Your answer must be the full listing below, restated word for word, with no pictures in it.
=== Begin Enclosure ===
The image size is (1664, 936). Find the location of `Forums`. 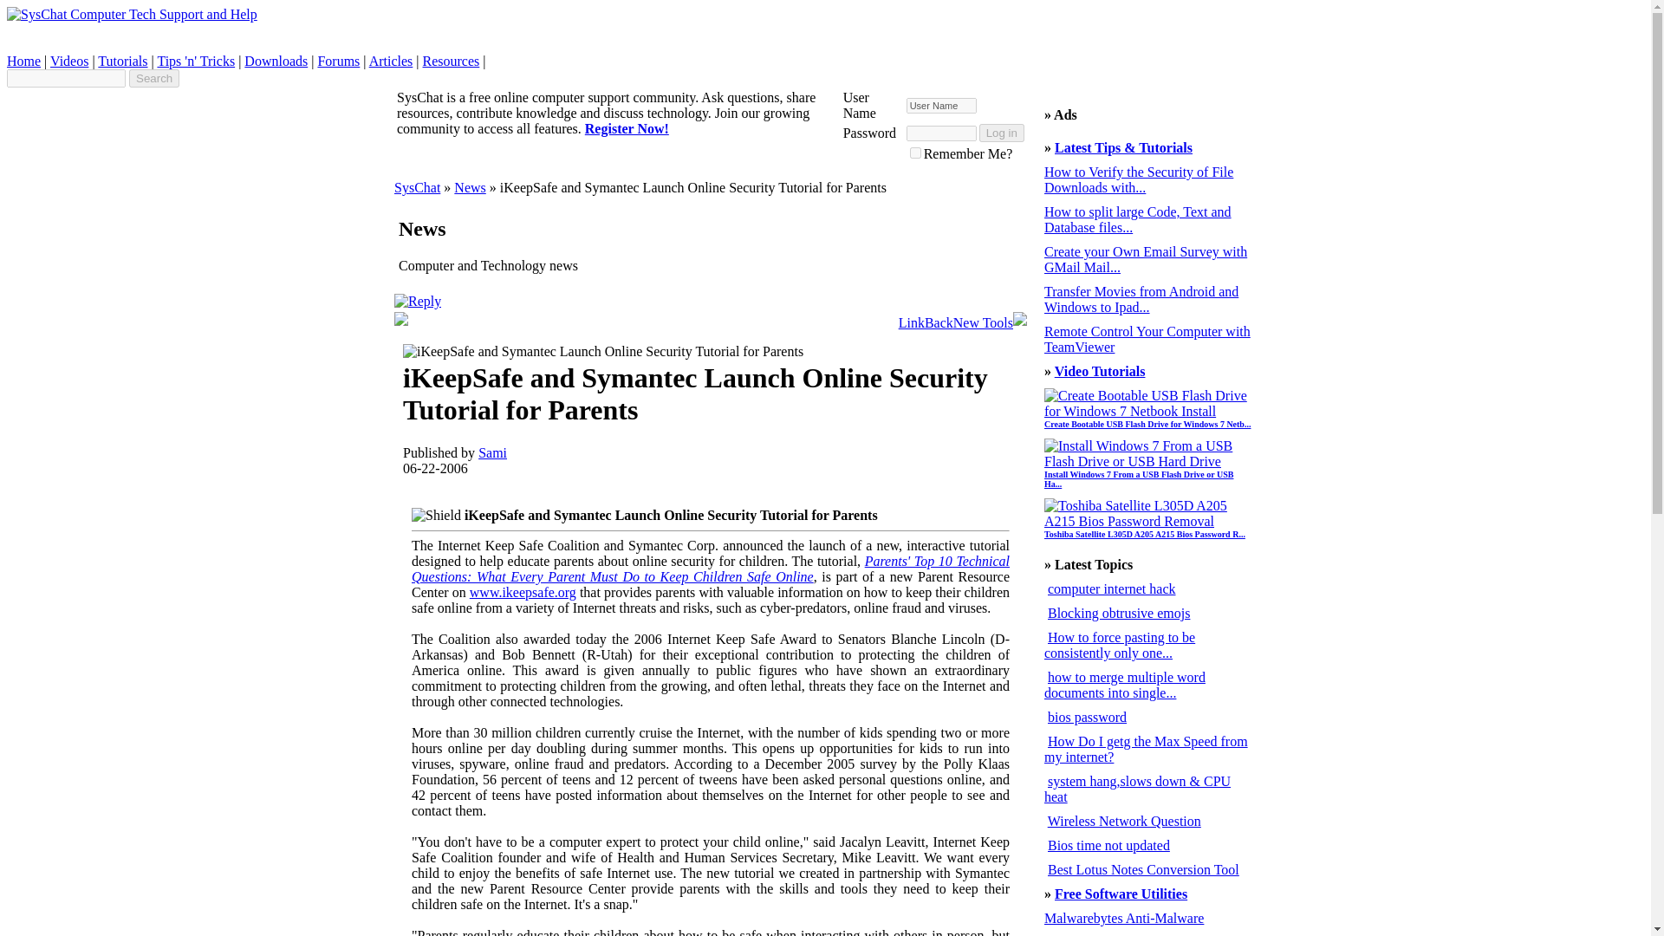

Forums is located at coordinates (338, 61).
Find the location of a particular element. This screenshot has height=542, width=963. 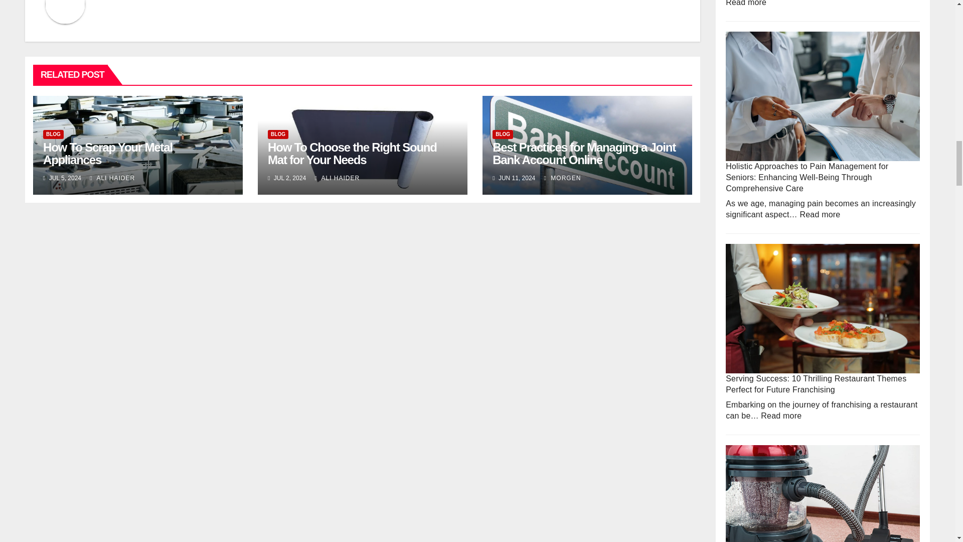

BLOG is located at coordinates (278, 134).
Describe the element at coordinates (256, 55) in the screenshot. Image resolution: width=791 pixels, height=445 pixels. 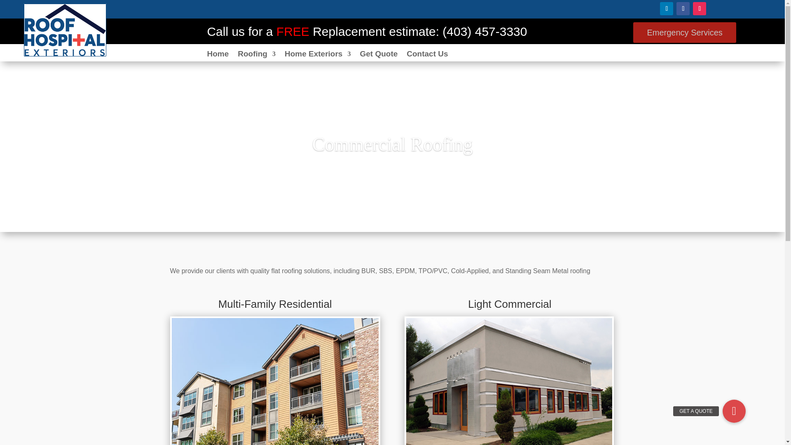
I see `Roofing` at that location.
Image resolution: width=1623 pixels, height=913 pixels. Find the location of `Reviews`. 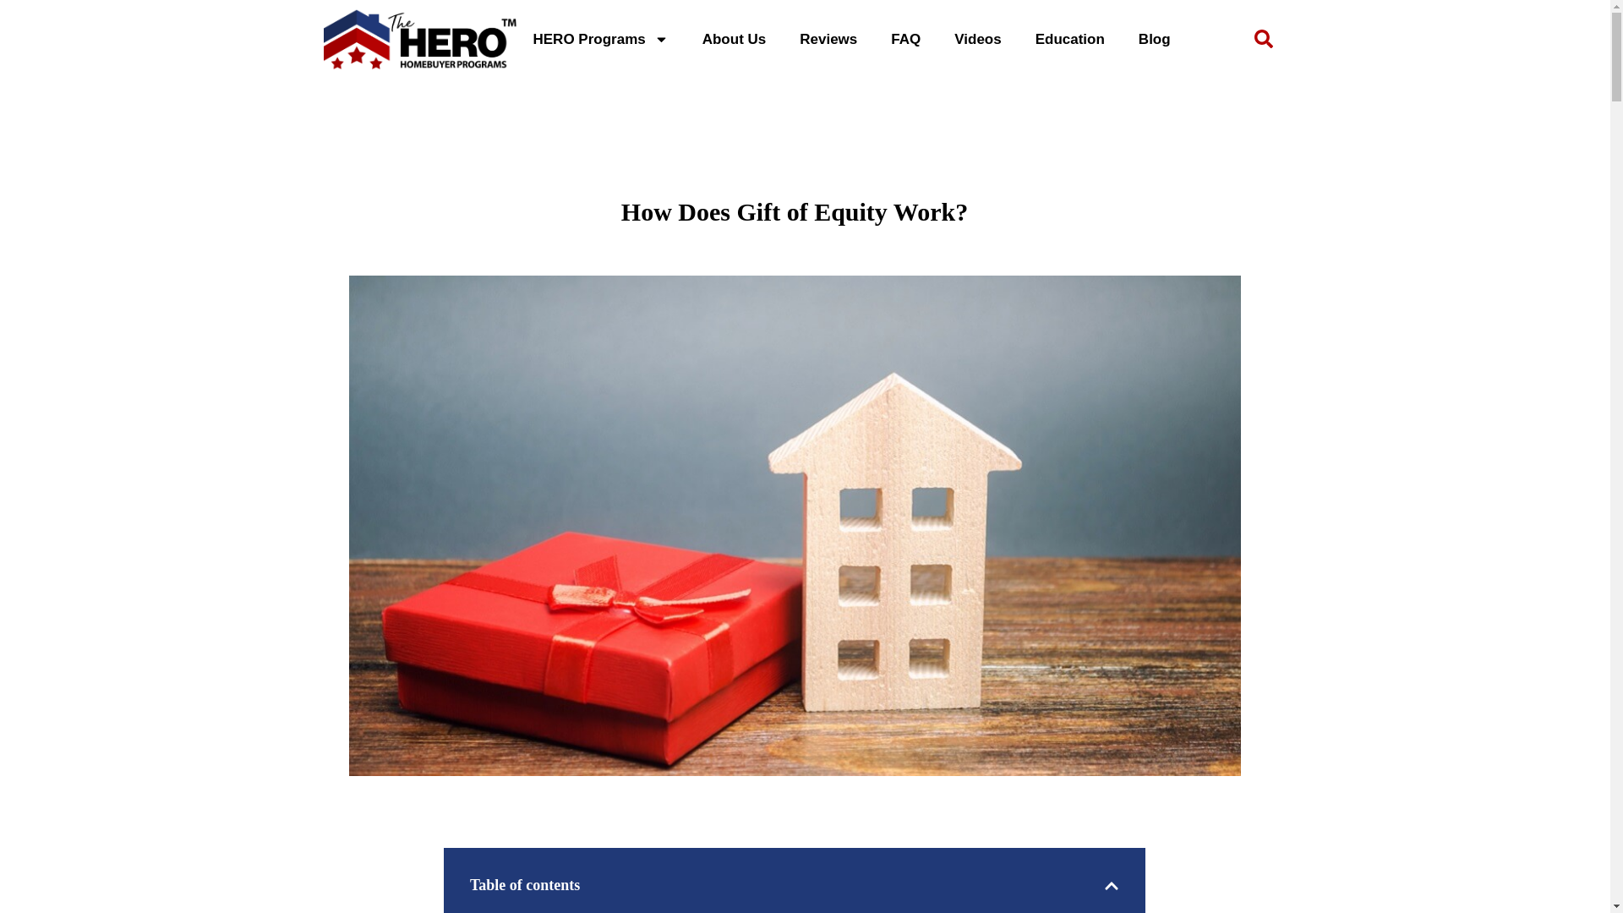

Reviews is located at coordinates (828, 39).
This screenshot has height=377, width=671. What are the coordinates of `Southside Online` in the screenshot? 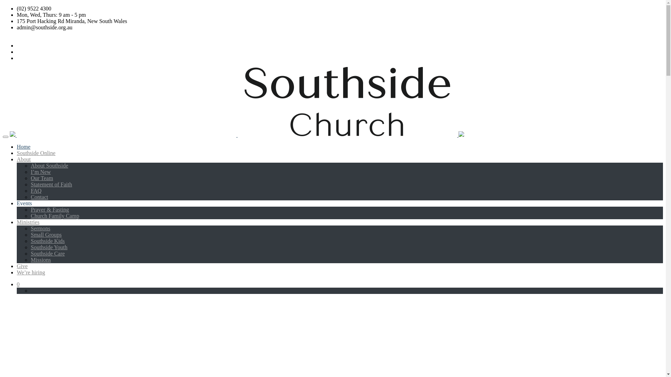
=== End Enclosure ===
# [Response to this task]
The image size is (1664, 936). Find the location of `Forums`. 

Forums is located at coordinates (338, 61).
Find the location of a particular element. This screenshot has height=542, width=963. 

BLOG is located at coordinates (278, 134).
Describe the element at coordinates (256, 55) in the screenshot. Image resolution: width=791 pixels, height=445 pixels. 
I see `Roofing` at that location.
Image resolution: width=1623 pixels, height=913 pixels. Find the location of `Reviews`. 

Reviews is located at coordinates (828, 39).
This screenshot has height=377, width=671. What are the coordinates of `Southside Online` in the screenshot? 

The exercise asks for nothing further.